Give it a rest: The trouble with classifying music into genres

The traditional labeling of music genres fails to account for all the nuances of music

I have SiriusXM radio in my car, and I am often overwhelmed by the number of channels. SiriusXM satellite radio boasts almost 150 different music channels. There are some broad categories like pop and rock, but even within those two categories, there is great variation. There are six channels listed under pop that are decade-specific, like “‘80s on 8” and “‘50s on 5.” The existence of these decade-specific pop channels signifies that music is not so easily categorized, since the sound of “pop” apparently changes enough in ten years to warrant a completely different channel. Here are some of the channels listed under rock: “The Beatles Channel,” “Bob Marley’s Tuff Gong Radio,” “Phish Radio,” “Sirius XMU— Indie and Beyond” and “Liquid Metal.”

Sometimes, I make it through all my XM presets without finding anything I really want to listen to. This disappointment might say more about me as a music consumer than it does about the music industry as a whole, mainly that I am picky. With the advent of music streaming, we have all become picky listeners, although streaming services’ algorithms try to get us outside of our bubbles.

When nothing on the radio piques my interest, I will choose something from my phone. Sometimes when I’m listening to an album, a little graphic of the album artwork comes up on the screen. Other times (I do not know why), the audio system’s algorithm attempts to classify the album by genre.

For Taylor Swift’s “folklore,” an image of a young woman with a straw cowboy hat and a guitar pops up under the label “Roots.” The same appears for Kacey Musgraves’ album “star-crossed.” My guess is this image appears as a function of both artists’ earlier works. I think this classification raises an interesting question about how we expect an artist to progress or not progress throughout their musical career.

Sometimes we treat musical artists as if their existence revolved around us, the listeners. The development (whether helpful or hurtful is a never-ending argument) of the music industry — particularly large record companies, streaming services, and the internet — aids in fostering this attitude. At this point, genre labels land more like a media conglomerate’s tool to better market music than helpful classifications. We become displeased when artists produce something we do not particularly like or something that diverges from the sounds we fell in love with. I also wonder if the way we guard our favorite artists is also fostered by the increasing political polarization of the U.S., where we learn to find our tribes and forever plant our proverbial flag squarely in one camp. I do think our attitudes towards artists and entertainers, in general, is shifting, perhaps because many have spoken out about the pressures they experience as creators. We forget that musical artists are human and that growth and change are an unavoidable part of the human experience.

Sometimes, the graphics are inconsistent for a single artist. Among Natalie Imbruglia’s first three albums (“Left of the Middle,” “White Lillies Island,” “Counting Down the Days”), “Counting Down the Days” receives the “Rock” graphic while the others display the album artwork. Her later albums (even her most recent “Firebird”) are listed as “Pop.” This category appears as a young white woman seemingly mid-karaoke, an image riddled with stereotypes of popular music. Again, I think of the ways the traditional labeling system fails to account for all the nuances of music.

Perhaps this classification dilemma is more personal when someone asks, “What kind of music do you like?” It has become easier to answer with artists’ names than to give standard genre names. Maybe this increased focus on specific artists is why the breadth of the Austin City Limits 2021 lineup appealed to so many, along with the cultural movement to dismantle conventional labels. There are some artists and bands who fit squarely in traditional genre outlines: perhaps pop-punk, Vans Warped Tour bands like Blink-182 and The All-American Rejects, or electronic musicians like Skrillex and deadmau5 could be used as examples. But overall, music genre labels feel like an extension of humanity’s desire to neatly organize things and avoid the middle ground, the grey, and the dissonance in-between.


WORK INSTRUCTIONS
Reproduce the data word for word, keeping every line complete.

DATA FOR ANALYSIS
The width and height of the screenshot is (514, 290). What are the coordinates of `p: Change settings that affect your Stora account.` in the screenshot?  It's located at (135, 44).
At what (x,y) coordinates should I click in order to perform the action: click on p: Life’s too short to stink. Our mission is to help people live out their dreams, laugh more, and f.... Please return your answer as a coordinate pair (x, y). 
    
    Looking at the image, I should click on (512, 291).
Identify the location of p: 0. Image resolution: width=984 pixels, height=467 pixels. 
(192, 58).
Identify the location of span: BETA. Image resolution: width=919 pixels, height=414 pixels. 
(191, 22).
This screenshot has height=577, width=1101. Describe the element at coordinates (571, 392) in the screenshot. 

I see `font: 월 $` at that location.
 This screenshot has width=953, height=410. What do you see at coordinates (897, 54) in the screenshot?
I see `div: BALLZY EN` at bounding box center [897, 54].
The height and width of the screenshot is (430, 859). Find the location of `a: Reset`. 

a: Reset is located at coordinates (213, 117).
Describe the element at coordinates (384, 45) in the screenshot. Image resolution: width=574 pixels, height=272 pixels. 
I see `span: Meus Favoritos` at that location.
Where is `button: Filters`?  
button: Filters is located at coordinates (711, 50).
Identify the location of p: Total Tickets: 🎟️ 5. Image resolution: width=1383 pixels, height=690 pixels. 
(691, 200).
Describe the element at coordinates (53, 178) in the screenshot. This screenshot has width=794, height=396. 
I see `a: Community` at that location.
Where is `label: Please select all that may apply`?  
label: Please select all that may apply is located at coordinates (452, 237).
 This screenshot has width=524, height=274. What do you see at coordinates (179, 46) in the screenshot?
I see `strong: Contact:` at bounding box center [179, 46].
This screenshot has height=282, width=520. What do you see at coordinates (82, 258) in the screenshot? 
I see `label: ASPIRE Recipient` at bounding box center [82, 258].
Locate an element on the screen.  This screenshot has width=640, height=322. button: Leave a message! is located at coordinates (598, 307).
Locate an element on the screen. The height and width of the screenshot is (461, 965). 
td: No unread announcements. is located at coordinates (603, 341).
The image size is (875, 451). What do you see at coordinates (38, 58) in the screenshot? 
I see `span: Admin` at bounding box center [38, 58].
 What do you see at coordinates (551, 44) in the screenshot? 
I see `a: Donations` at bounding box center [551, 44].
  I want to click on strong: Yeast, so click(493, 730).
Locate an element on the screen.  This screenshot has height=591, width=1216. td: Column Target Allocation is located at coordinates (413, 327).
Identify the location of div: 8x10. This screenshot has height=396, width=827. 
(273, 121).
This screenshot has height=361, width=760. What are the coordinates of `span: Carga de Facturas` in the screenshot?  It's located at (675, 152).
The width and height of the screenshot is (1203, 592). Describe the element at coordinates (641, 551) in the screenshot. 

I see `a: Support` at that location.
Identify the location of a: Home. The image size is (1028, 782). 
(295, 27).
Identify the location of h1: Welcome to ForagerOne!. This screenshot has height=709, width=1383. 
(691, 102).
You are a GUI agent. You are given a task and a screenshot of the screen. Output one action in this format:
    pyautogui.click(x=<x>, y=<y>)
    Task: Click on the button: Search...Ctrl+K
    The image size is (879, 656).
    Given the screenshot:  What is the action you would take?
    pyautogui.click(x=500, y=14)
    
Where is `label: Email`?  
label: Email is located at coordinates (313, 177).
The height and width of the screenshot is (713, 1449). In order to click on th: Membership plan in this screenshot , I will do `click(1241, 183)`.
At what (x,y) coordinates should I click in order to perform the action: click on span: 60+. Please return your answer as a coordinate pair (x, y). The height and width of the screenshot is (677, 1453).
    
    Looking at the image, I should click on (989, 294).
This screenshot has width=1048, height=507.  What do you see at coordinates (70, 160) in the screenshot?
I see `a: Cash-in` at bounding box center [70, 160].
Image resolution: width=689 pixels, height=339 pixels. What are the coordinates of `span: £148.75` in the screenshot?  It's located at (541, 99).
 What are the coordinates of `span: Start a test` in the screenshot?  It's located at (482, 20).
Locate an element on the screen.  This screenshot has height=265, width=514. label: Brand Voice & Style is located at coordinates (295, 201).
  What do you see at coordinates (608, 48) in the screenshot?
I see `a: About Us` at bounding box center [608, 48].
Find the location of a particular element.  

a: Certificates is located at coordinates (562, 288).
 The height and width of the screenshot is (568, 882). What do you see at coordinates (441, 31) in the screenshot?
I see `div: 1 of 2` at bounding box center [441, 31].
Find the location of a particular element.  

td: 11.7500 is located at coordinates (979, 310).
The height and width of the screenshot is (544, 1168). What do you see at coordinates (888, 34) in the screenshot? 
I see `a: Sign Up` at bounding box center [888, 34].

SOLVED PROBLEM
The width and height of the screenshot is (514, 290). What are the coordinates of `p: Change settings that affect your Stora account.` in the screenshot?  It's located at (135, 44).
At what (x,y) coordinates should I click in order to perform the action: click on p: Life’s too short to stink. Our mission is to help people live out their dreams, laugh more, and f.... Please return your answer as a coordinate pair (x, y). 
    
    Looking at the image, I should click on (512, 291).
Identify the location of p: 0. Image resolution: width=984 pixels, height=467 pixels. 
(192, 58).
Identify the location of span: BETA. Image resolution: width=919 pixels, height=414 pixels. 
(191, 22).
This screenshot has height=577, width=1101. Describe the element at coordinates (571, 392) in the screenshot. 

I see `font: 월 $` at that location.
 This screenshot has width=953, height=410. What do you see at coordinates (897, 54) in the screenshot?
I see `div: BALLZY EN` at bounding box center [897, 54].
The height and width of the screenshot is (430, 859). Find the location of `a: Reset`. 

a: Reset is located at coordinates (213, 117).
Describe the element at coordinates (384, 45) in the screenshot. Image resolution: width=574 pixels, height=272 pixels. 
I see `span: Meus Favoritos` at that location.
Where is `button: Filters`?  
button: Filters is located at coordinates (711, 50).
Identify the location of p: Total Tickets: 🎟️ 5. Image resolution: width=1383 pixels, height=690 pixels. 
(691, 200).
Describe the element at coordinates (53, 178) in the screenshot. This screenshot has width=794, height=396. 
I see `a: Community` at that location.
Where is `label: Please select all that may apply`?  
label: Please select all that may apply is located at coordinates (452, 237).
 This screenshot has width=524, height=274. What do you see at coordinates (179, 46) in the screenshot?
I see `strong: Contact:` at bounding box center [179, 46].
This screenshot has height=282, width=520. What do you see at coordinates (82, 258) in the screenshot? 
I see `label: ASPIRE Recipient` at bounding box center [82, 258].
Locate an element on the screen.  This screenshot has width=640, height=322. button: Leave a message! is located at coordinates (598, 307).
Locate an element on the screen. The height and width of the screenshot is (461, 965). 
td: No unread announcements. is located at coordinates (603, 341).
The image size is (875, 451). What do you see at coordinates (38, 58) in the screenshot? 
I see `span: Admin` at bounding box center [38, 58].
 What do you see at coordinates (551, 44) in the screenshot? 
I see `a: Donations` at bounding box center [551, 44].
  I want to click on strong: Yeast, so click(493, 730).
Locate an element on the screen.  This screenshot has height=591, width=1216. td: Column Target Allocation is located at coordinates (413, 327).
Identify the location of div: 8x10. This screenshot has height=396, width=827. 
(273, 121).
This screenshot has height=361, width=760. What are the coordinates of `span: Carga de Facturas` in the screenshot?  It's located at (675, 152).
The width and height of the screenshot is (1203, 592). Describe the element at coordinates (641, 551) in the screenshot. 

I see `a: Support` at that location.
Identify the location of a: Home. The image size is (1028, 782). 
(295, 27).
Identify the location of h1: Welcome to ForagerOne!. This screenshot has height=709, width=1383. 
(691, 102).
You are a GUI agent. You are given a task and a screenshot of the screen. Output one action in this format:
    pyautogui.click(x=<x>, y=<y>)
    Task: Click on the button: Search...Ctrl+K
    The image size is (879, 656).
    Given the screenshot:  What is the action you would take?
    pyautogui.click(x=500, y=14)
    
Where is `label: Email`?  
label: Email is located at coordinates (313, 177).
The height and width of the screenshot is (713, 1449). In order to click on th: Membership plan in this screenshot , I will do `click(1241, 183)`.
At what (x,y) coordinates should I click in order to perform the action: click on span: 60+. Please return your answer as a coordinate pair (x, y). The height and width of the screenshot is (677, 1453).
    
    Looking at the image, I should click on (989, 294).
This screenshot has width=1048, height=507.  What do you see at coordinates (70, 160) in the screenshot?
I see `a: Cash-in` at bounding box center [70, 160].
Image resolution: width=689 pixels, height=339 pixels. What are the coordinates of `span: £148.75` in the screenshot?  It's located at (541, 99).
 What are the coordinates of `span: Start a test` in the screenshot?  It's located at (482, 20).
Locate an element on the screen.  This screenshot has height=265, width=514. label: Brand Voice & Style is located at coordinates (295, 201).
  What do you see at coordinates (608, 48) in the screenshot?
I see `a: About Us` at bounding box center [608, 48].
Find the location of a particular element.  

a: Certificates is located at coordinates (562, 288).
 The height and width of the screenshot is (568, 882). What do you see at coordinates (441, 31) in the screenshot?
I see `div: 1 of 2` at bounding box center [441, 31].
Find the location of a particular element.  

td: 11.7500 is located at coordinates (979, 310).
The height and width of the screenshot is (544, 1168). What do you see at coordinates (888, 34) in the screenshot? 
I see `a: Sign Up` at bounding box center [888, 34].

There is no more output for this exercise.